Post by JAHAATWACH on Jan 19, 2008 12:52:58 GMT 3
Stolen votes
Saturday January 19, 2008
The Guardian
The death toll of the violence unleashed by a disputed election in Kenya is rising inexorably. At least 20 died in the last two days of opposition protest. Add them to over 600 who have already been shot by police or hacked to death or burned alive by mobs, and it is obvious that Raila Odinga, the opposition leader who insists that President Mwai Kibaki stole the vote, would have to stop street protest. Yesterday the opposition spokesman Salim Lone said they would now turn to economic boycotts and strikes.
President Kibaki is losing his image of a gentleman surrounded by thugs. With each day that passes he is looking more like a hardliner who refuses to confront reality. He has dug in, spurned offers of international mediators, and packed his cabinet with the same discredited clique that voters tried to kick out of office. The violence obscures the root cause of the conflict - not ethnic unrest, social inequality, paramilitary gangs, youth unemployment or land distribution in the Rift Valley. These are symptoms, but the disease itself is vote-rigging.
An umbrella group of civil-society organisations called the Kenyans for Peace with Truth and Justice (KPTJ) returned to this subject yesterday with a report analysing the election results. While there is evidence of ballot-box stuffing on both sides (and the turnout figures in both Mr Odinga's and Mr Kibaki's heartlands are unbelievable), the KPTJ found that in 130 constituencies 325,321 more votes had been cast for the presidential tally than for the parallel parliamentary one. In other words, people cast substantially more votes for their choice of president than they did for their choice of MP. This is not credible, and the reverse of what happened in 2002. Of those additional votes, the KPTJ found that 256,000 were "suspicious". As Mr Kibaki's margin of victory was 231,628 votes, this is more than enough to explain the result. Both sides stuffed ballot boxes, but only one side rigged the count at the election commission. As one analyst in Nairobi said, it is like comparing the activities of a chicken thief with those of a bank robber.
A forensic audit of the count is difficult, if not impossible. The original tallies which election agents certified either do not now exist or are photocopies of the originals. Holding another election also looks like a pipe dream when the dead are still being buried. There is simply too much anger around. A coalition government should be formed with the limited objective of rebuilding discredited institutions such as the election commission and dismantling the roadblocks, so that fresh elections can be held at some point in the future. But for this to happen President Kibaki has to move. He has shown no sign of doing so yet.
www.guardian.co.uk/commentisfree/story/0,,2243423,00.html
Saturday January 19, 2008
The Guardian
The death toll of the violence unleashed by a disputed election in Kenya is rising inexorably. At least 20 died in the last two days of opposition protest.

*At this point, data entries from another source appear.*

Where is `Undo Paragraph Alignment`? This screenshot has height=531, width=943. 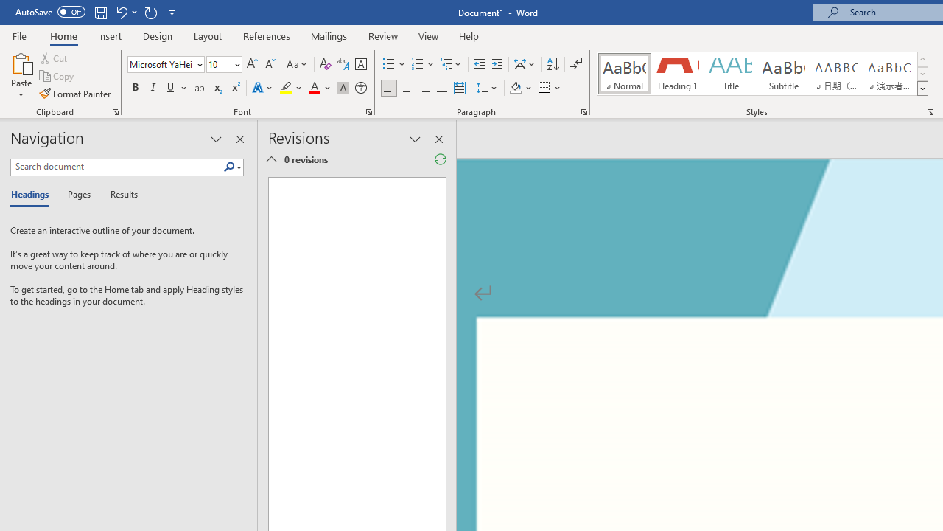
Undo Paragraph Alignment is located at coordinates (125, 12).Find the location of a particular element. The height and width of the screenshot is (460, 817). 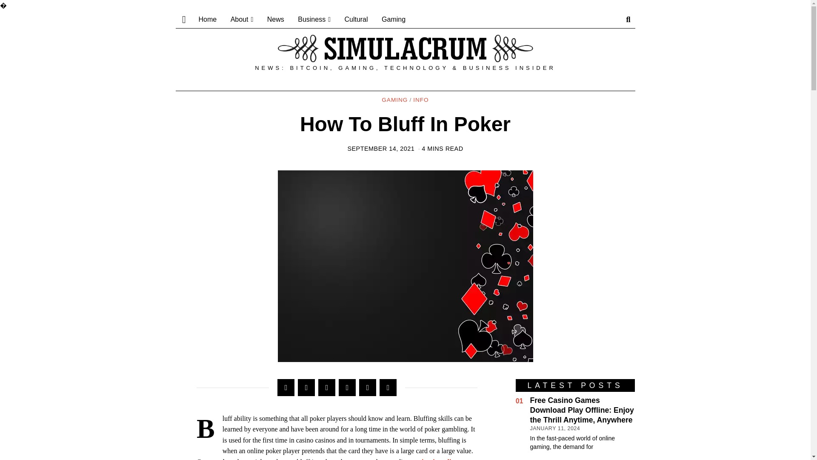

GAMING is located at coordinates (395, 100).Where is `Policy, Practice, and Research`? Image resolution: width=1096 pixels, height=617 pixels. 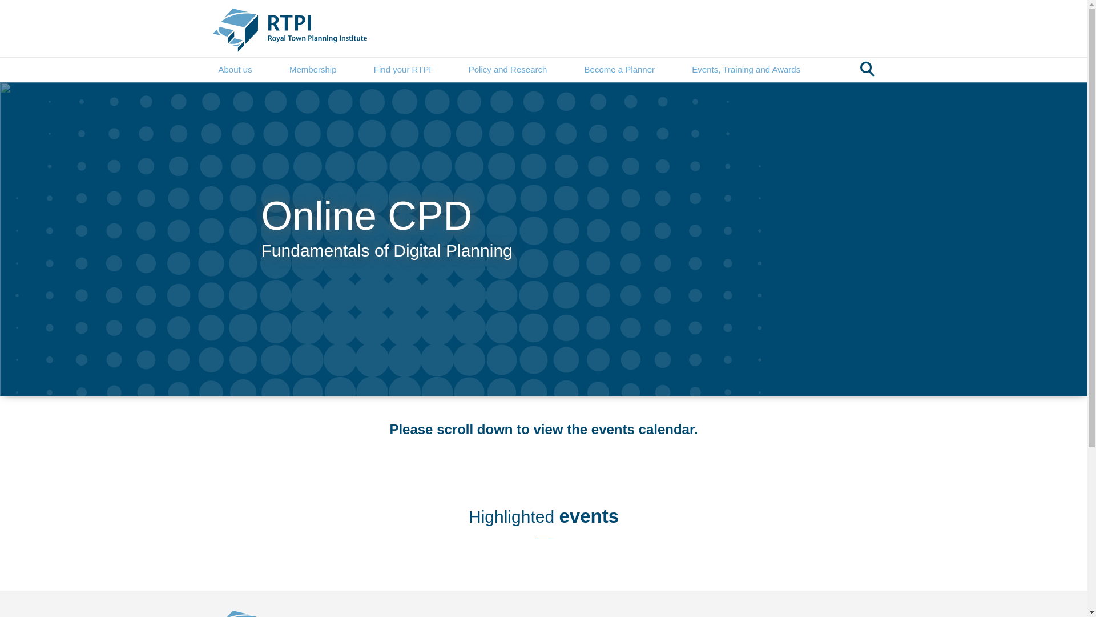 Policy, Practice, and Research is located at coordinates (508, 70).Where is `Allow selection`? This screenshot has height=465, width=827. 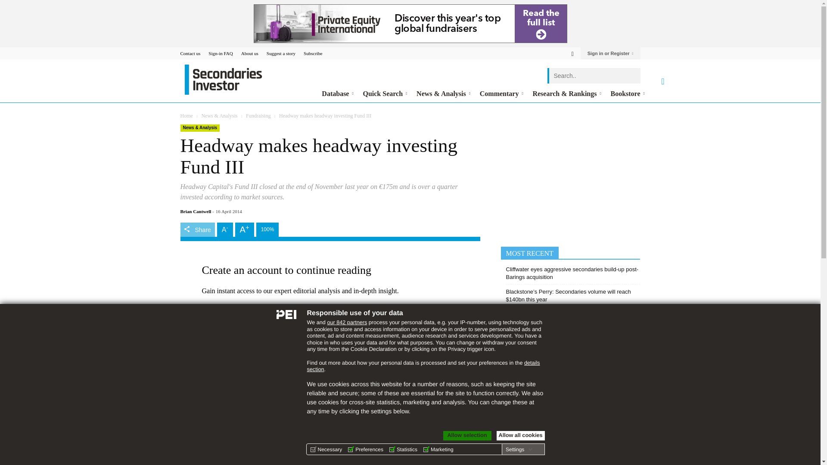
Allow selection is located at coordinates (467, 436).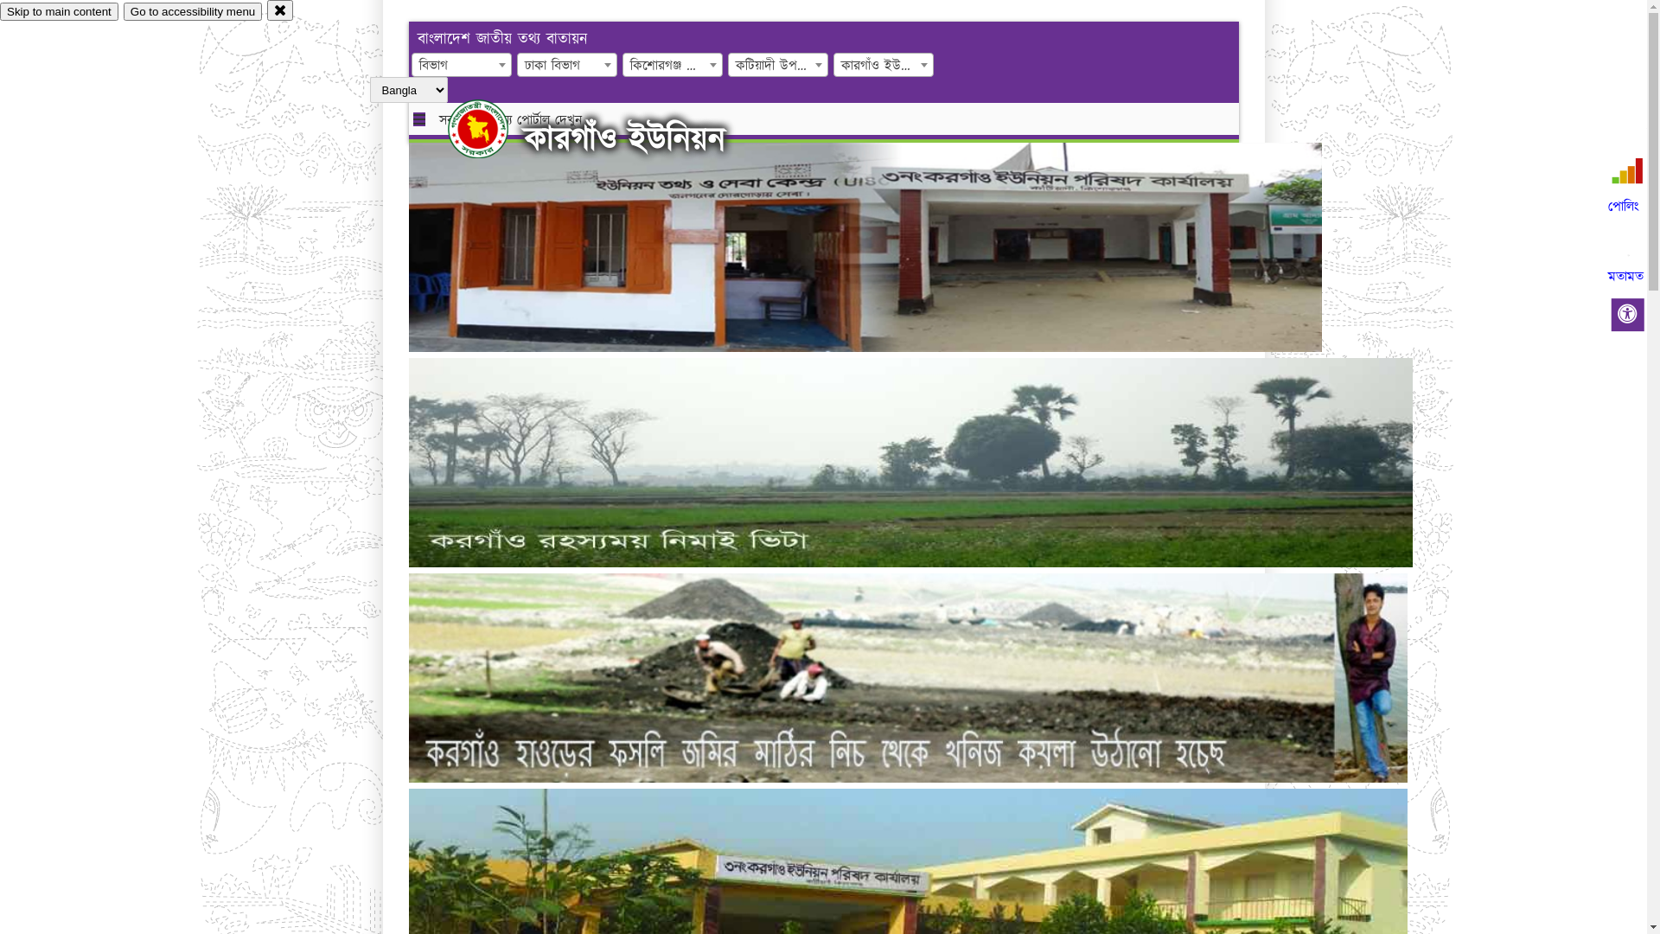 The height and width of the screenshot is (934, 1660). Describe the element at coordinates (493, 129) in the screenshot. I see `
                
            ` at that location.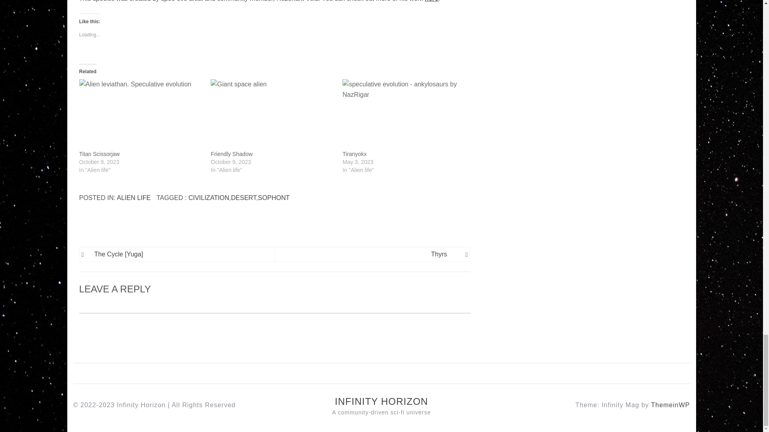 Image resolution: width=769 pixels, height=432 pixels. I want to click on here, so click(432, 1).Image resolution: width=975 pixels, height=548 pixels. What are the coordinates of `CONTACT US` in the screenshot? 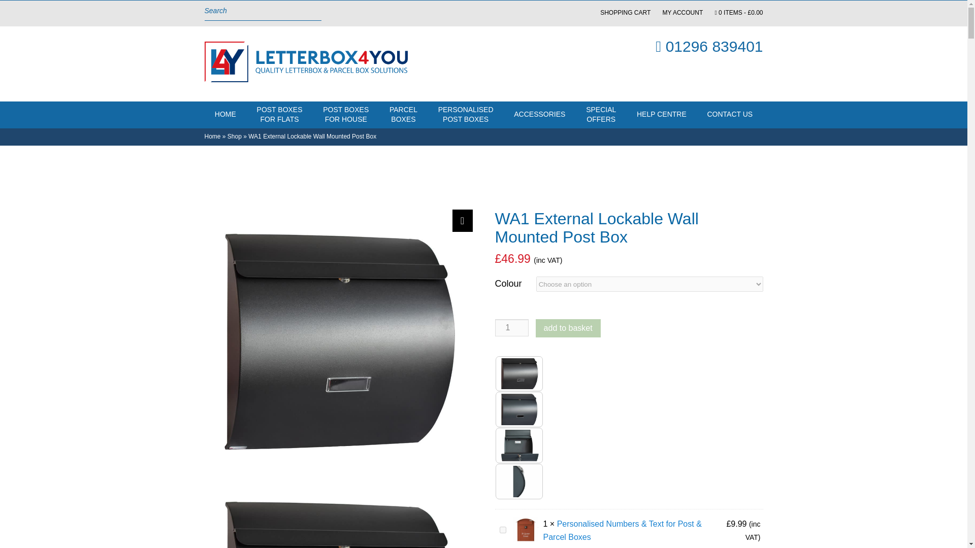 It's located at (346, 115).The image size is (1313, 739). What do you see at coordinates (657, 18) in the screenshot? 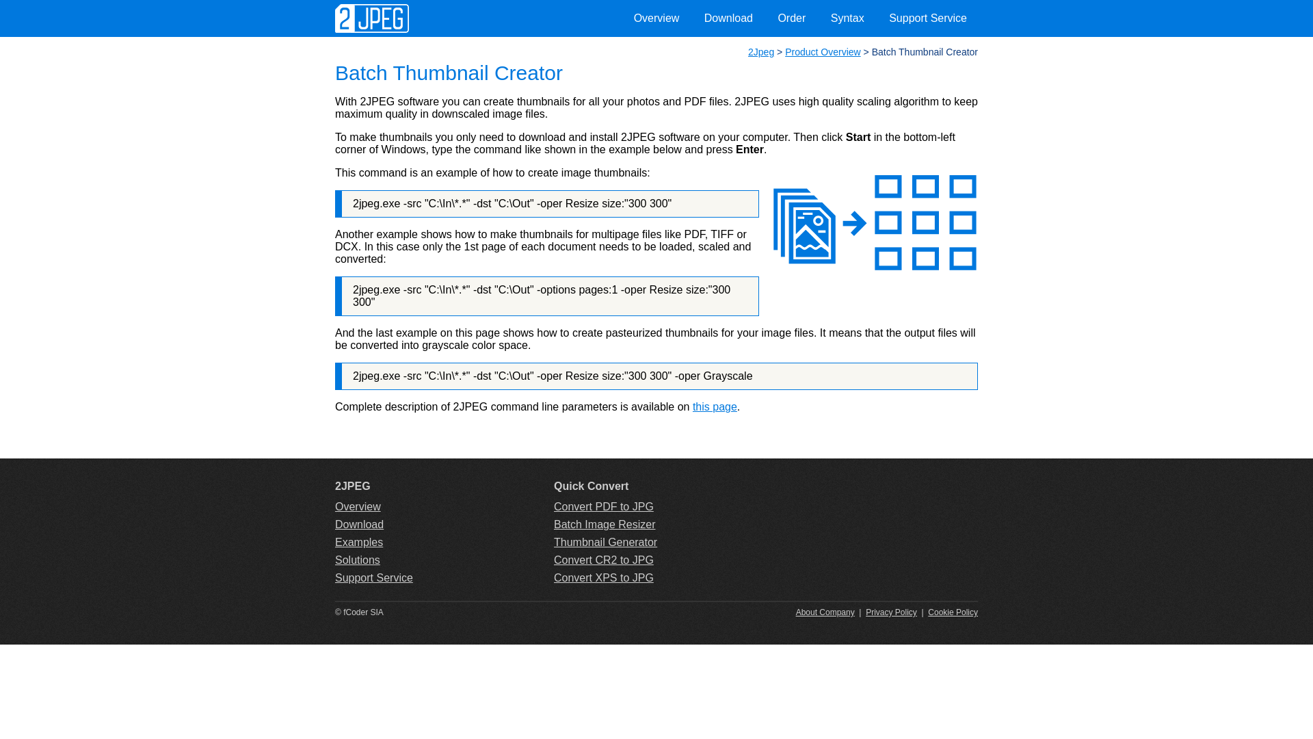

Add them to over 600 who have already been shot by police or hacked to death or burned alive by mobs, and it is obvious that Raila Odinga, the opposition leader who insists that President Mwai Kibaki stole the vote, would have to stop street protest. Yesterday the opposition spokesman Salim Lone said they would now turn to economic boycotts and strikes.
President Kibaki is losing his image of a gentleman surrounded by thugs. With each day that passes he is looking more like a hardliner who refuses to confront reality. He has dug in, spurned offers of international mediators, and packed his cabinet with the same discredited clique that voters tried to kick out of office. The violence obscures the root cause of the conflict - not ethnic unrest, social inequality, paramilitary gangs, youth unemployment or land distribution in the Rift Valley. These are symptoms, but the disease itself is vote-rigging.
An umbrella group of civil-society organisations called the Kenyans for Peace with Truth and Justice (KPTJ) returned to this subject yesterday with a report analysing the election results. While there is evidence of ballot-box stuffing on both sides (and the turnout figures in both Mr Odinga's and Mr Kibaki's heartlands are unbelievable), the KPTJ found that in 130 constituencies 325,321 more votes had been cast for the presidential tally than for the parallel parliamentary one. In other words, people cast substantially more votes for their choice of president than they did for their choice of MP. This is not credible, and the reverse of what happened in 2002. Of those additional votes, the KPTJ found that 256,000 were "suspicious". As Mr Kibaki's margin of victory was 231,628 votes, this is more than enough to explain the result. Both sides stuffed ballot boxes, but only one side rigged the count at the election commission. As one analyst in Nairobi said, it is like comparing the activities of a chicken thief with those of a bank robber.
A forensic audit of the count is difficult, if not impossible. The original tallies which election agents certified either do not now exist or are photocopies of the originals. Holding another election also looks like a pipe dream when the dead are still being buried. There is simply too much anger around. A coalition government should be formed with the limited objective of rebuilding discredited institutions such as the election commission and dismantling the roadblocks, so that fresh elections can be held at some point in the future. But for this to happen President Kibaki has to move. He has shown no sign of doing so yet.